If you start the data with the letter #, the rest should be a file
name to read the data from, or - if you want curl to read the data
from stdin. The contents of the file must already be URL-encoded.
Multiple files can also be specified. Posting data from a file named
'foobar' would thus be done with --data #foobar. When --data is told
to read from a file like that, carriage returns and newlines will be
stripped out.
That works great and returns this response:
RESULT=0&SECURETOKEN=*****&SECURETOKENID=*****&RESPMSG=Approved
HTML Form POST
However, what I perceive to be the same request fails in the following HTML form POST:
<input type="hidden" name="TRXTYPE" value="A" />
<input type="hidden" name="SILENTTRAN" value="TRUE" />
<input type="hidden" name="AMT" value="40" />
<input type="hidden" name="CREATESECURETOKEN" value="Y" />
<input type="hidden" name="SECURETOKENID" value="*****" />
<input type="submit" value="Get Secure Token" />
That gives me "The connection was reset" in FireFox.

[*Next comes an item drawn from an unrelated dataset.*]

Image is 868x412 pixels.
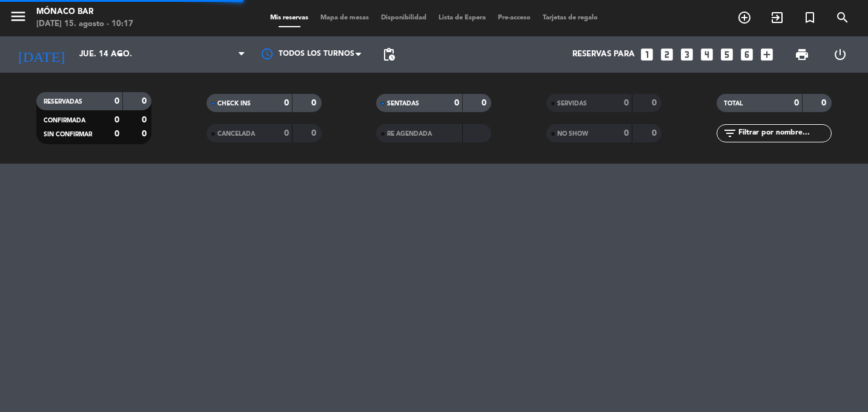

I also tried using jQuery to POST the data using $.ajax(), but I received a 200 response with no data in it.
Runscope
When I enter the above parameters into RunScope, I get:
RESULT=1&SECURETOKENID=*****&RESPMSG=User authentication failed
Which doesn't make any sense!
I was thinking that PayPal is either doing something with examining the user agent, or request headers, but I don't have any real idea. Can anyone shed some light on this behavior?
I am trying to compose a SAML2 AuthnRequest for OpenAM. I have a URL that I can perform a get against that works, but am having problems composing this into the XHTML post form.
The working URL with query string is
http://internal.authhost.com:8080/opensso/idpssoinit?NameIDFormat=urn:oasis:names:tc:SAML:2.0:nameid-format:transient&metaAlias=%2FMYRealm%2Fidp&spEntityID=https%3A%2F%2Fsaml.salesforce.com&binding=urn%3Aoasis%3Anames%3Atc%3ASAML%3A2.0%3Abindings%3AHTTP-POST&RelayState=webj_captureCustomerDetails
My html form looks like:
<form action="http://internal.authhost.com:8080/opensso/idpssoinit" method="post" target="new">
<input type="text" name="SAMLRequest" value="PHNhbWxwOkF1dGhuUmV..."></input>
<input type="text" name="RelayState" value="webj_captureCustomerDetails"></input>
<input type="submit"/>
</form>
with the value of SAMLRequest being the Base 64 encoded representation of
<samlp:AuthnRequest xmlns:samlp="urn:oasis:names:tc:SAML:2.0:protocol"
xmlns:saml="urn:oasis:names:tc:SAML:2.0:assertion"
ID="_d7607d551380ac97853a6ff4907c4ef01219be97dd" Version="2.0"
IssueInstant="2008-05-27T07:46:06Z" ForceAuthn="true" IsPassive="false"
ProtocolBinding="urn:oasis:names:tc:SAML:2.0:bindings:HTTP-POST"
AssertionConsumerServiceURL="https://cs4.salesforce.com/?saml=lkjhkljhkljhkjhlkjh"
ProviderName="https://saml.salesforce.com">
<saml:Issuer>https://saml.salesforce.com</saml:Issuer>
<samlp:NameIDPolicy Format="urn:oasis:names:tc:SAML:2.0:nameid-format:transient"
AllowCreate="true"/>
</samlp:AuthnRequest>
Issuing this form results in an error message from OpenAM stating "Service Provider ID is null"
I can immediately see that the XML does not contain the metaAlias=/MYRealm/idp argument, but the message suggests that it cannot find the spEntityID=https://saml.salesforce.com argument either.
Please advise on where these two properties (metaAlias and spEntityID) need to be specified in the XML.
A link to somewhere specifying how OpenAM COT / IdP configuration maps against SAML AuthnRequest message would also be appreciated.
Problem was that I was accessing the wrong URL, should have been hitting the spssoinit as it was Service Provider intitated SSO
<form method="POST" action="/index?key=1">
<input type="text" name="another_key" value="2" />
</form>
When I submit such a form and trying to fetch the GET parameter with CGI->new->param('key'),
it doesn't work..
Can CGI work when both GET and POST parameters exist?
For a POST request, CGI's param method will only get post parameters, but there is an alternate url_param method that will provide the "GET" parameters from the url.
This can be very helpful for file uploads; if the post request is too large, it will be entirely discarded, but the url parameters can tell you what kind of upload it was so you can show the user an error message in the correct context.